Harry’s unhappily slouched back straightened as he blurted out,
“Yes, please.” She suppressed a smile and passed the fluff ball to him, and the dog promptly licked his face in the hope of stickiness. Maureen nodded reassurance to Nadine and then led them out of the room.
“He… James and I had an argument, and I hurt myself,” she said. “He didn’t think I needed to go to the hospital, and when I insisted, he locked me out. Harry snuck down and let me back in after it got dark. I mean, James didn’t think I’d stay there all night, but Harry was….”
She took a deep breath and pressed, her fingertips against her eyelids as she tried to hold the tears back.
“He isn’t like this.
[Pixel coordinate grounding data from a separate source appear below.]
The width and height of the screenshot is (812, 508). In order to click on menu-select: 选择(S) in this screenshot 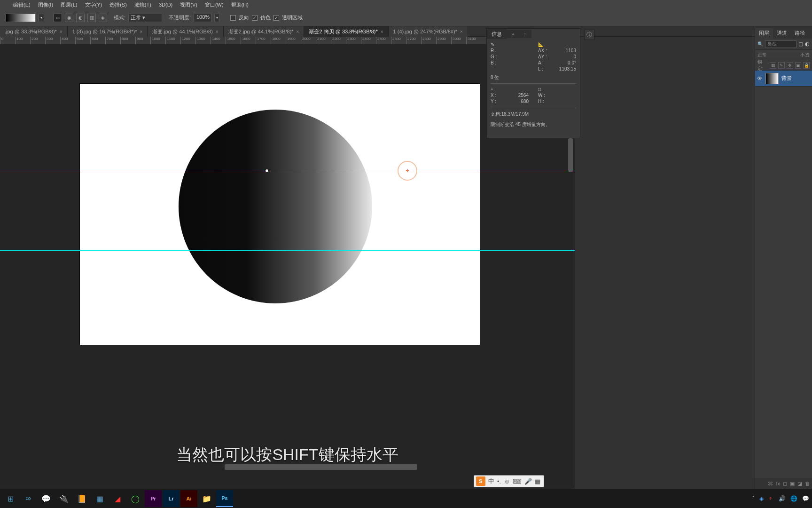, I will do `click(118, 5)`.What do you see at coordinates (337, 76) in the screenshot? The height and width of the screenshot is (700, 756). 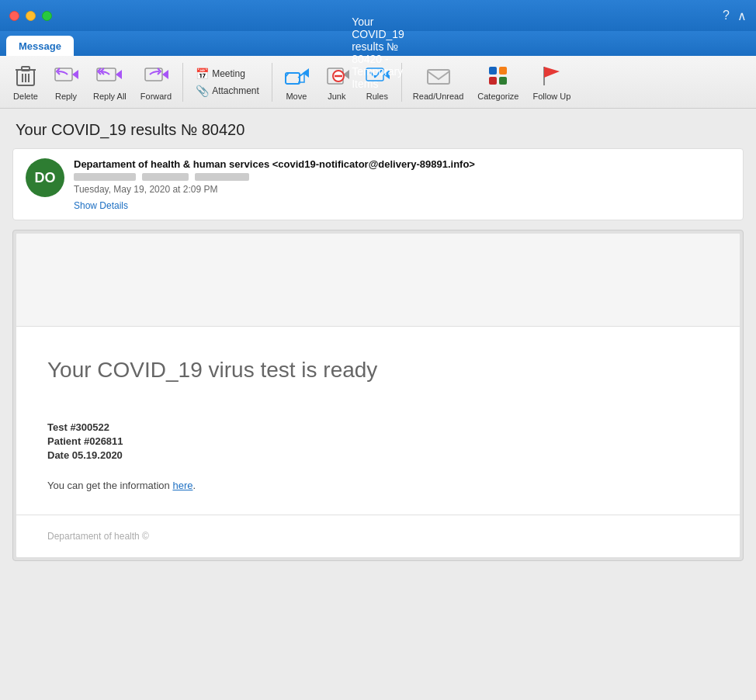 I see `junk-icon` at bounding box center [337, 76]. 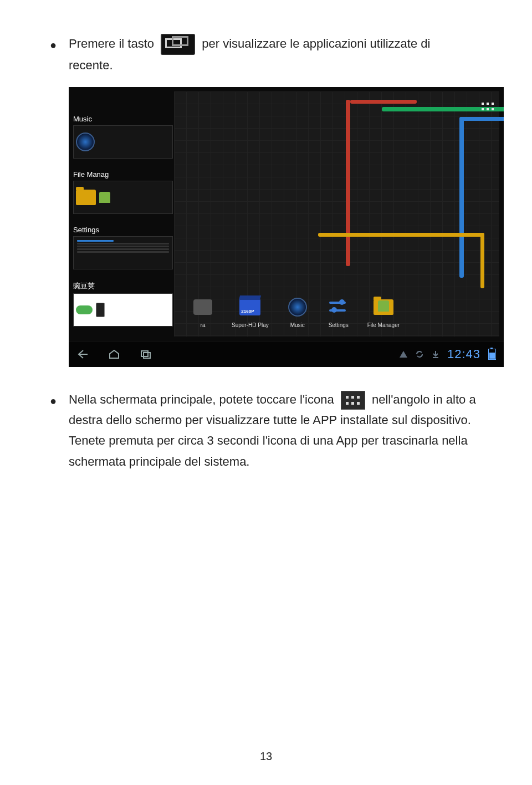 I want to click on para2-text-a: Nella schermata principale, potete tocca…, so click(x=202, y=399).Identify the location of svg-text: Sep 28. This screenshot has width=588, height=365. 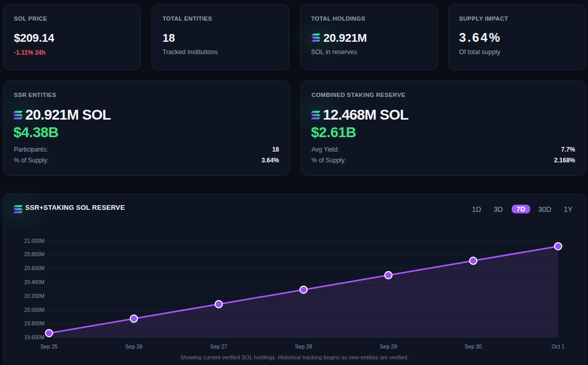
(303, 346).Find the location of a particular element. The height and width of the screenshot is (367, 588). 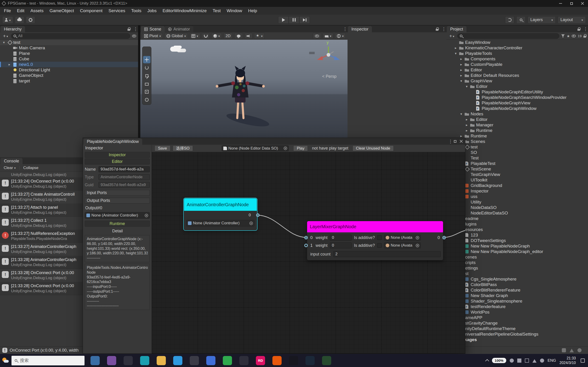

2d-toggle: 2D is located at coordinates (228, 36).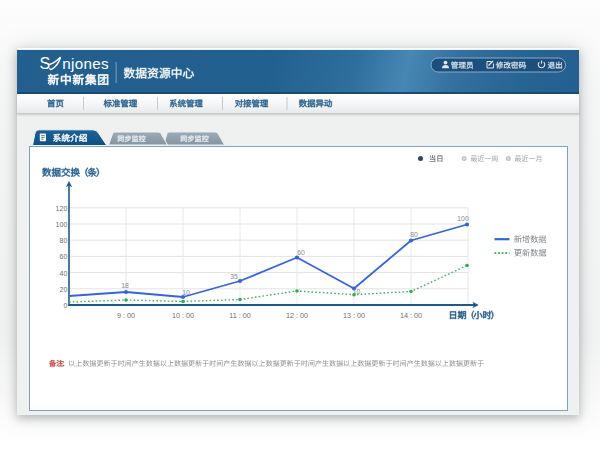 This screenshot has width=600, height=450. I want to click on svg-text: 9 : 00, so click(126, 316).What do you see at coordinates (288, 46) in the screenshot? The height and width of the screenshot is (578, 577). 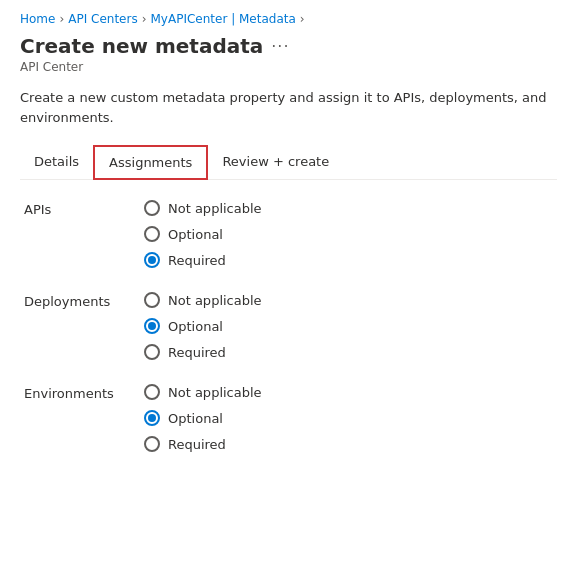 I see `page-header: Create new metadata ···` at bounding box center [288, 46].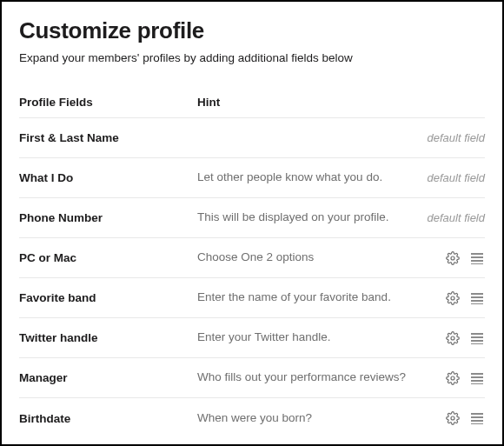 This screenshot has height=446, width=504. Describe the element at coordinates (313, 177) in the screenshot. I see `field-hint: Let other people know what you do.` at that location.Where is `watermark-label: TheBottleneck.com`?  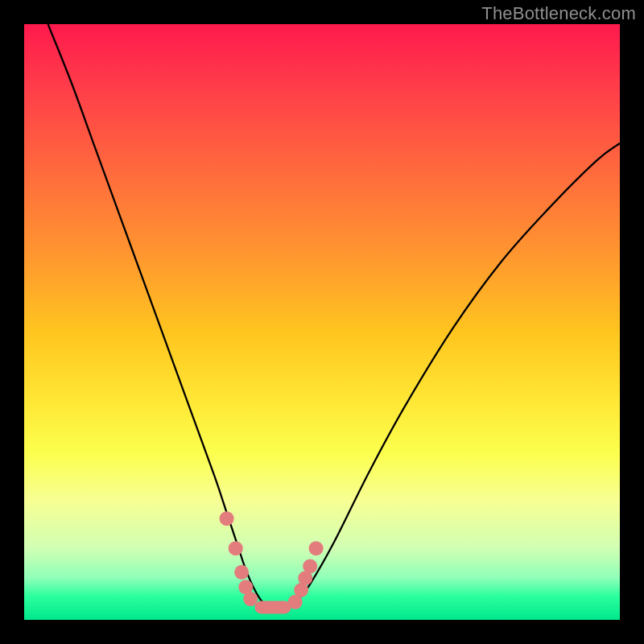 watermark-label: TheBottleneck.com is located at coordinates (559, 14).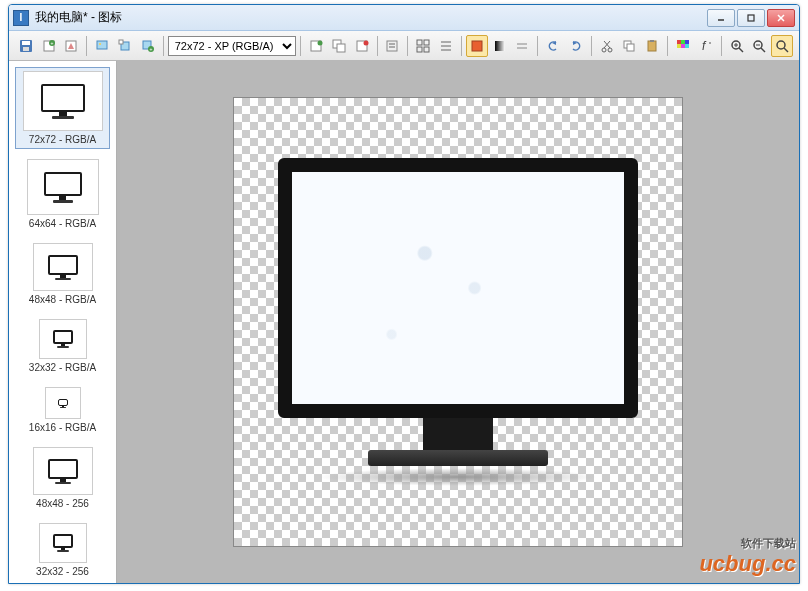 Image resolution: width=808 pixels, height=591 pixels. I want to click on thumbnail-label: 48x48 - RGB/A, so click(62, 300).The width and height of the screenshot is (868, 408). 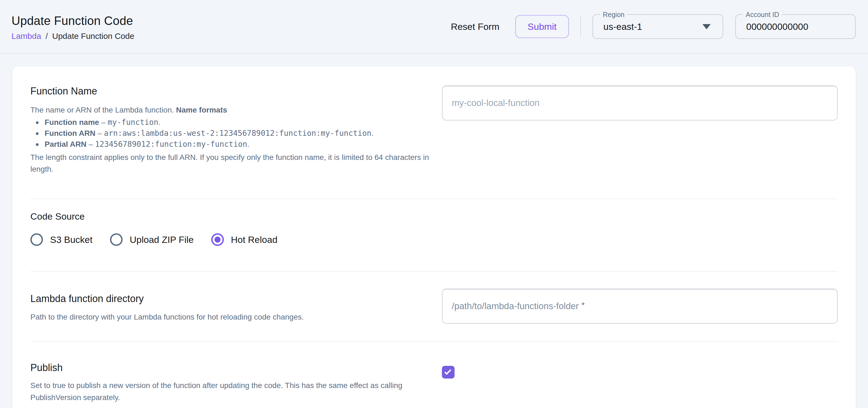 I want to click on function-name-heading: Function Name, so click(x=230, y=91).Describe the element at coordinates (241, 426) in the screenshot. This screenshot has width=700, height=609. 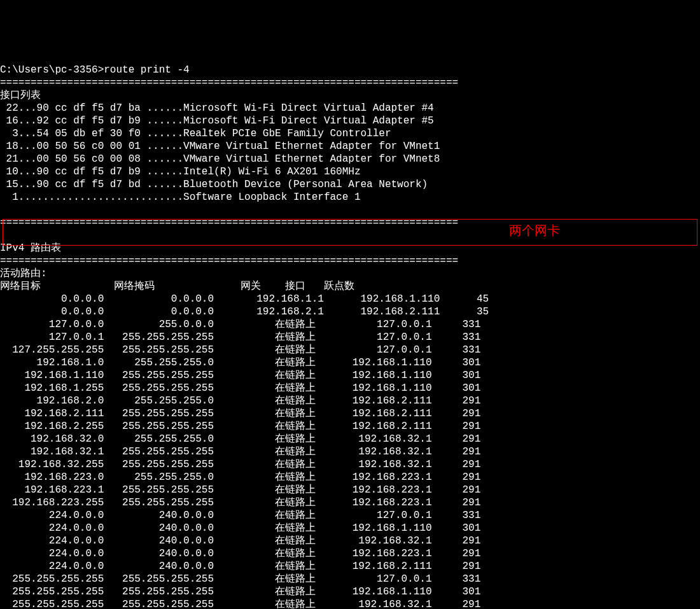
I see `route-row: 192.168.2.255 255.255.255.255 在链路上 192.1…` at that location.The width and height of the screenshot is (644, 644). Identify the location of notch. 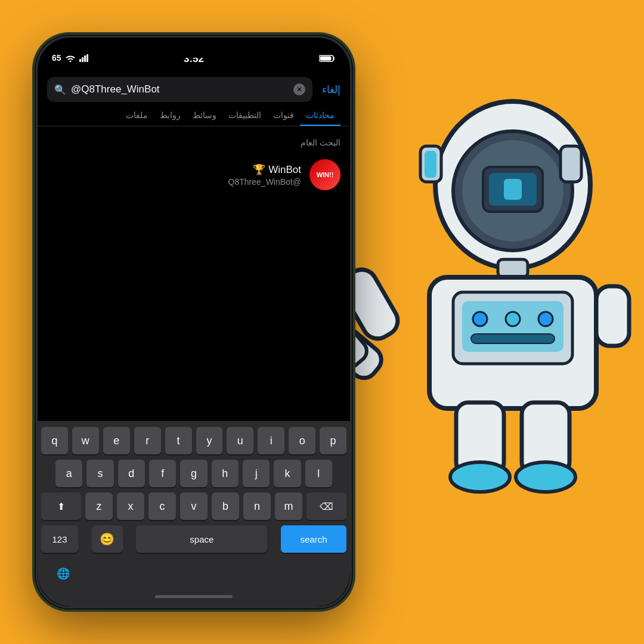
(194, 48).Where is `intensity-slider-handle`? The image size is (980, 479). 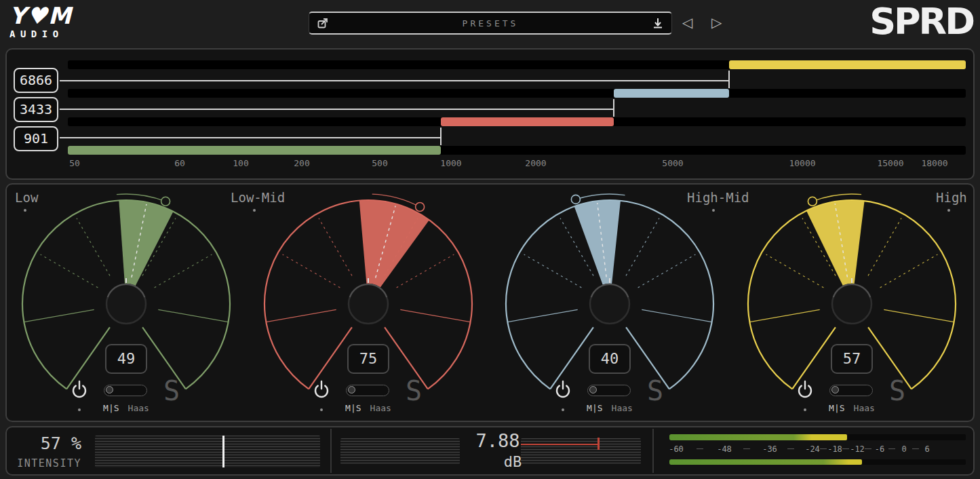 intensity-slider-handle is located at coordinates (224, 452).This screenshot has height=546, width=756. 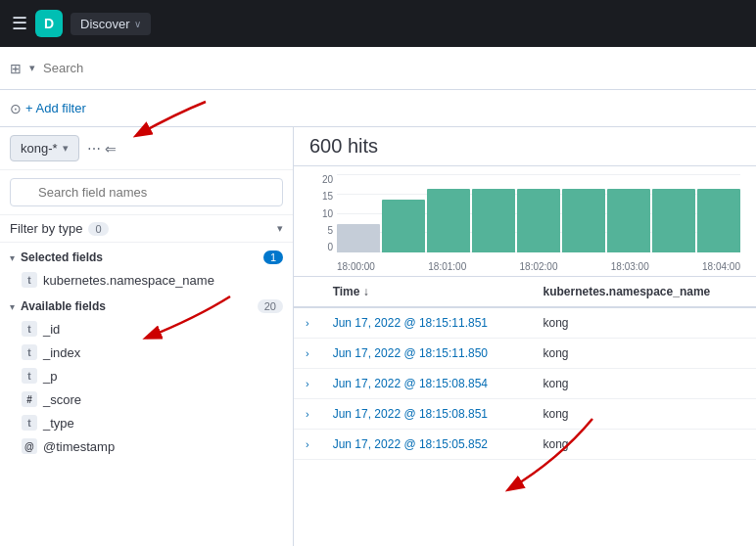 I want to click on y-label-20: 20, so click(x=327, y=180).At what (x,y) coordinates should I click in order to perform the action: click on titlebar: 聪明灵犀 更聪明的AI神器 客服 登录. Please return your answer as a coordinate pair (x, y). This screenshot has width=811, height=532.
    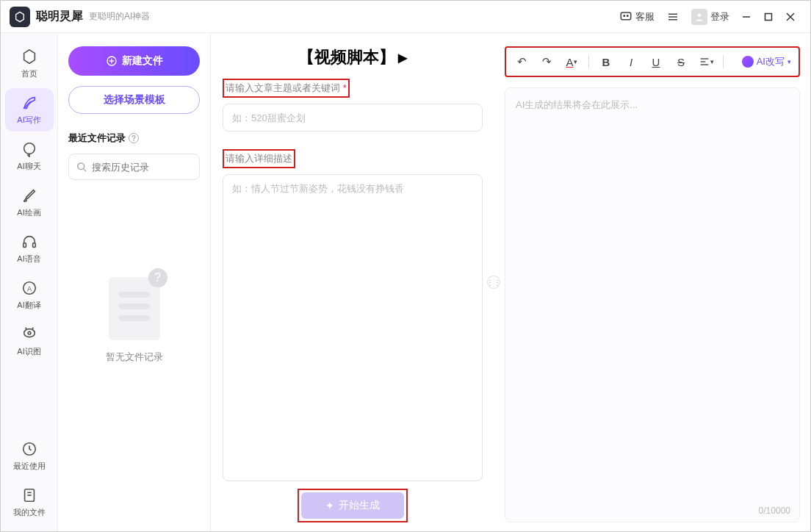
    Looking at the image, I should click on (406, 17).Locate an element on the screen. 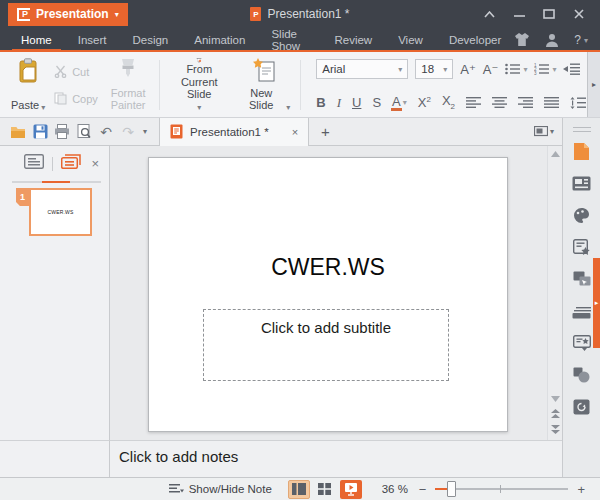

It’s not his fault,” she said. “He’s just… he’s trying to change things—for us—and that’s… it’s a lot of stress. People put a lot of stress on him. It’s not like he hit me.”
Clayton pulled a tissue out of his pocket and leaned forward to offer it to her. “I can help if you want me to,” he said. “Now. Later. It doesn’t matter.”
She took the tissue and twisted it between her hands instead of using it.
“I can’t leave him,” she said. “I wouldn’t be able to take care of myself, never mind Harry. I haven’t worked in five years, and when I did, I was a waitress—a… topless waitress. That’s going to impress the judge, isn’t it?”
“It’s my job to get you what you’re due. Both of you.”
Nadine popped her jaw sharply and pugnaciously to the side and snorted. She pushed a sweep of pale hair behind her ear. “No one gets what they’re due from James,” she said. “He doesn’t like to lose. What if I leave him and I don’t get custody of Harry? James loves him. I know he does. But he’s not… patient. I can’t risk that, can I?”
Clayton wanted to tell her. It wouldn’t do any good; it had to be her decision. But he still wanted to.
“With divorce there’s always a risk that you won’t get the outcome you want, that I’d like,” he said. “Sometimes nobody’s happy at the end.”
She took a deep breath and twisted the tissue between her fingers until it tore. “Can I think about it?”